As Laurence Olivier said to Dustin Hoffman on the set of Marathon Man, when Hoffman stayed up all night so as to look tired, “Why don’t you just try acting?”
Fun fact: Harve Presnell, who sing “They Call the Wind Mariah,” is likely better known today as Wade Gustafson in Fargo.
https://youtu.be/ByqYEzugleE
Is it “Mariah” or “Maria”? Apparently it’s spelled one may and sung another. Here’s what this guy dug up:
“That’s not “Ma-REE-uh,” by the way — it’s “Ma-RYE-uh.” As in “Mariah Carey” (who was named after this song).
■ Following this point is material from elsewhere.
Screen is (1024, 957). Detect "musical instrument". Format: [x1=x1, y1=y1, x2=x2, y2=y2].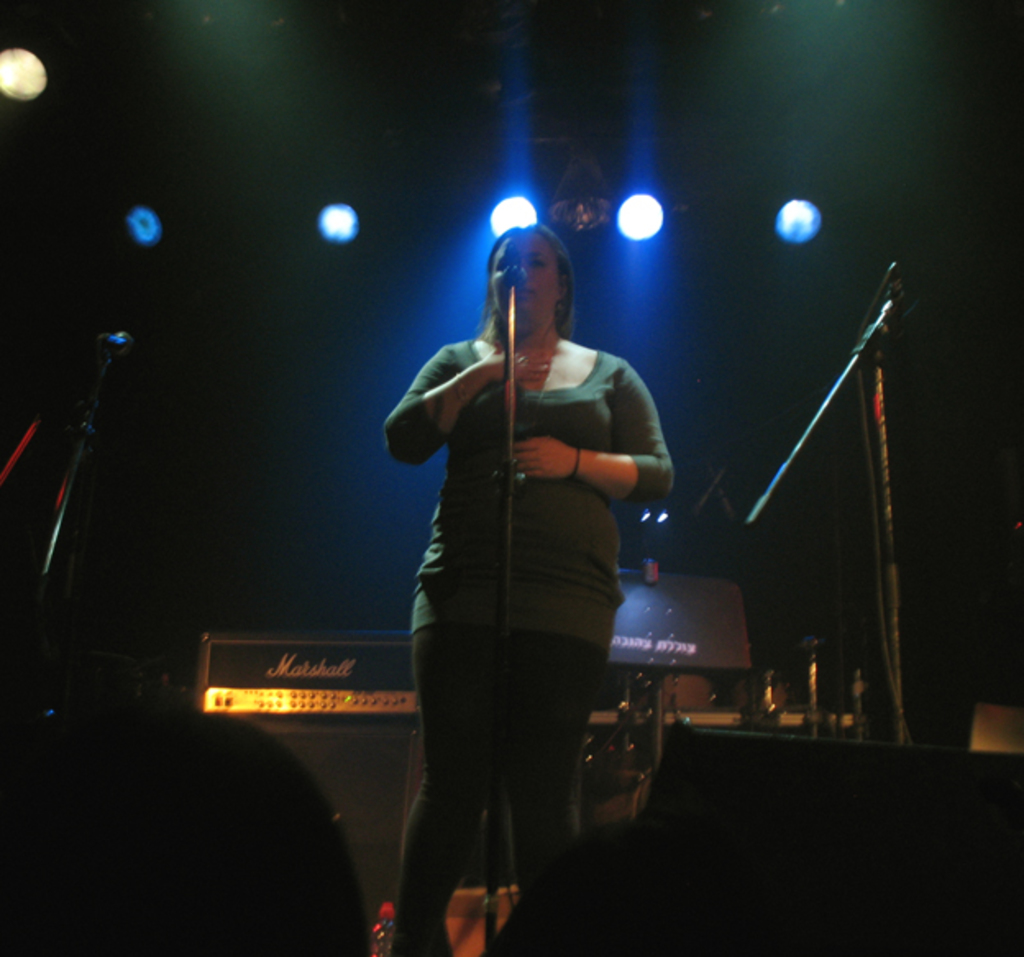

In George Rippey Stewart’s 1941 novel Storm, he gives the storm which is the protagonist of his story the name “Maria.” Stewart later had this to say about the pronunciation of “Maria”: “The soft Spanish pronunciation is fine for some heroines, but our Maria here is too big for any man to embrace and much too boisterous.” He went on to say, “So put the accent on the second syllable, and pronounce it ‘rye’.”
“Stewart’s novel inspired Alan J. Lerner and Frederick Lowe to write a song about a storm named “Maria” for their 1951 Broadway musical about the California gold rush, Paint Your Wagon. They used Stewart’s pronunciation of “Maria.”
And more sexism:
“Stewart’s novel also inspired military meteorologists to start giving women’s names to storms in the Pacific during World War II. In 1953, a similar system of using women’s names was adopted for North Atlantic storms. This continued until 1979, when men’s names also began to be used.”
https://2or3lines.blogspot.com/2012/11/harve-presnell-they-call-wind-maria-1969.html
Harve Presnell was a godsend to the movie Paint Your Wagon; he was the one cast member who could sing, and sing very well. A beautiful, traditional voice and rendition, much missed in later decades.
The pronunciation of ‘Maria’ being ‘Ma-rye-a’ is also how the name was pronounced in 17-18th century England. Much like Sophia was often pronounced ‘So-fye-a’ in the same era.